Berry, Thomas, with Thomas Clarke. Befriending the Earth: A Theology of Reconciliation Between Humans and the Earth. Mystic, Conn.: Twenty-Third Publications, 1990. Text published as a companion to a thirteen-part Canadian television series that helped to popularize the ecotheology of Father Berry. Invites a revision of the Genesis story of creation that removes the anthropocentric bias and looks toward the “Ecozooic Age.”

Gardner, Gary. “Religion and the Quest for a Sustainable World.” The Humanist 63 (March/April, 2003): 10-15. Discusses the increasing attention being paid to environmental issues by many religious groups and the need for environmentalists and people of faith to find common ground.

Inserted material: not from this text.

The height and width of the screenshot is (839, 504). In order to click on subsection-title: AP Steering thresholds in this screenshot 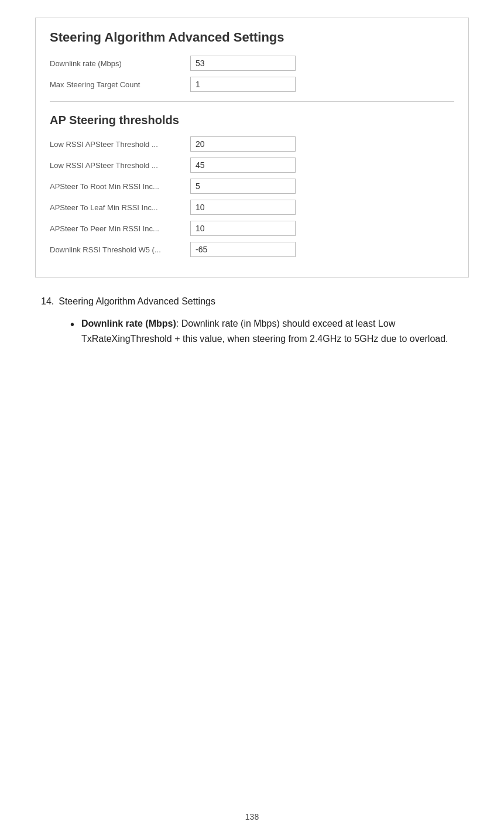, I will do `click(252, 121)`.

Gottlieb, Roger S. Joining Hands: Politics and Religion Together for Social Change. Boulder, Colo.: Westview Press, 2002. Argues that social reform requires a combination of political and religious or spiritual practice. Chapter 7 is devoted to discussion of the environmental movement.

John Paul II. Sollicitudo Rei Socialis. Vatican City: Vatican Publications, 1988. This encyclical concerns primarily social justice and economic development, but it also discusses the impact of these issues on ecology. Important as a precursor to Peace with God the Creator.

Kaufman, Donald G., and Cecelia M. Franz. Biosphere 2000: Protecting Our Global Environment. 3d ed. Dubuque, Iowa: Kendall/Hunt, 2000. Introductory textbook on ecology features a chapter titled “Religion and Ethics” that reviews the controversy over whether Western religions promote antiecological ideas.

McDonagh, Sean. The Greening of the Church. Maryknoll, N.Y.: Orbis Books, 1990. Presents a thorough development of a theology of the environment that is very different from, and quite critical of, that of Peace with God the Creator. Criticizes the pope’s ecotheology as overly anthropocentric and essentially “too little, too late.” Chapter 9 deals most directly with the pope’s message.

Wilkinson, Loren, ed. Earthkeeping in the Nineties: Stewardship of Creation. Rev. ed. Grand Rapids, Mich.: Wm. B. Eerdmans, 1993. Presents a Christian but non-Catholic integration of Christian and ecological ideals. Recognizes the role of Peace with God the Creator in the relationship between Christianity and ecology.